START EXCERPTED DATA

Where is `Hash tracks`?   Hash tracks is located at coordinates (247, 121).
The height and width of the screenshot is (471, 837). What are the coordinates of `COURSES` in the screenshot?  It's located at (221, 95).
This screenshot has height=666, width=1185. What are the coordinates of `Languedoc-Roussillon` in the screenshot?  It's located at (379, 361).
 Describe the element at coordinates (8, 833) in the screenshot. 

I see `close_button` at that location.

END EXCERPTED DATA
START EXCERPTED DATA

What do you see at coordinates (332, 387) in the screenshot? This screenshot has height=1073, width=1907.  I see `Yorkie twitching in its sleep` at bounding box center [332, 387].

END EXCERPTED DATA
START EXCERPTED DATA

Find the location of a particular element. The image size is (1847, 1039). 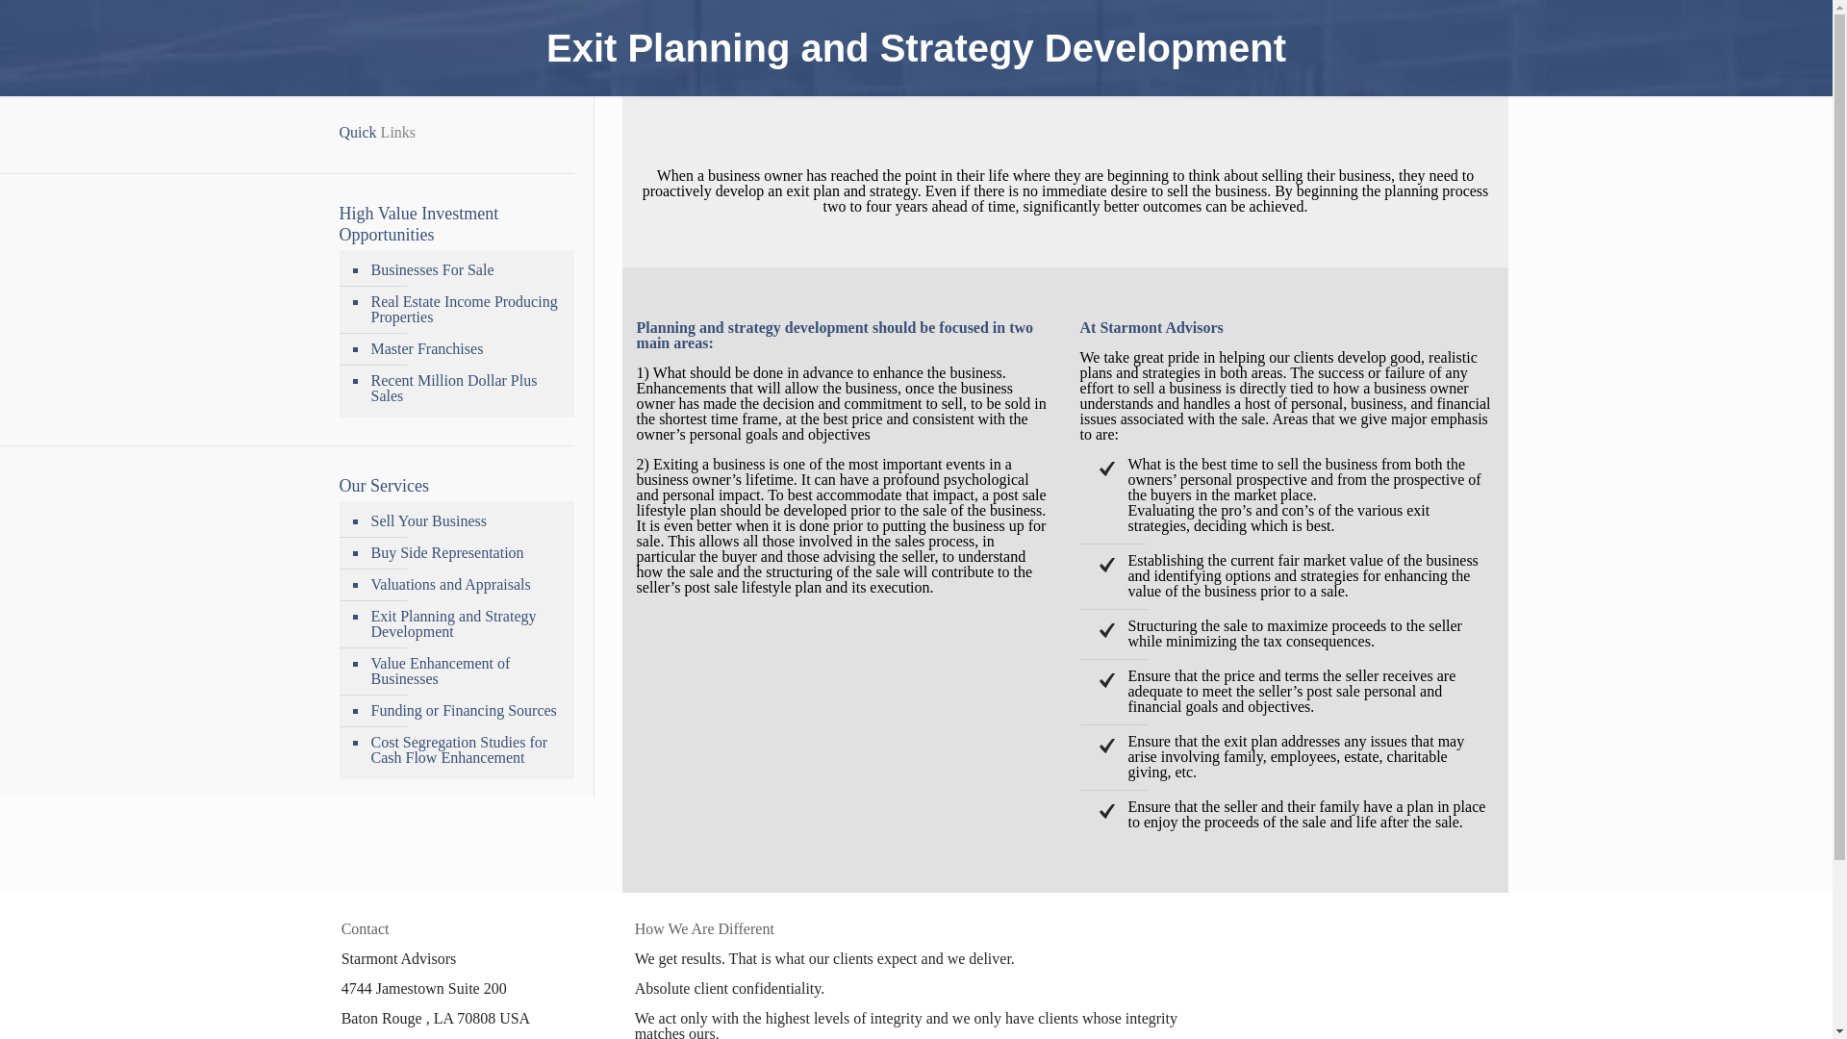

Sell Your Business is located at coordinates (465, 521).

END EXCERPTED DATA

PROBLEM:
The answer must consist of every line from the data that holds the string "height".

RESULT BELOW:
The height and width of the screenshot is (471, 837). What are the coordinates of `COURSES` in the screenshot?  It's located at (221, 95).
This screenshot has height=666, width=1185. What are the coordinates of `Languedoc-Roussillon` in the screenshot?  It's located at (379, 361).
What do you see at coordinates (332, 387) in the screenshot? This screenshot has height=1073, width=1907.  I see `Yorkie twitching in its sleep` at bounding box center [332, 387].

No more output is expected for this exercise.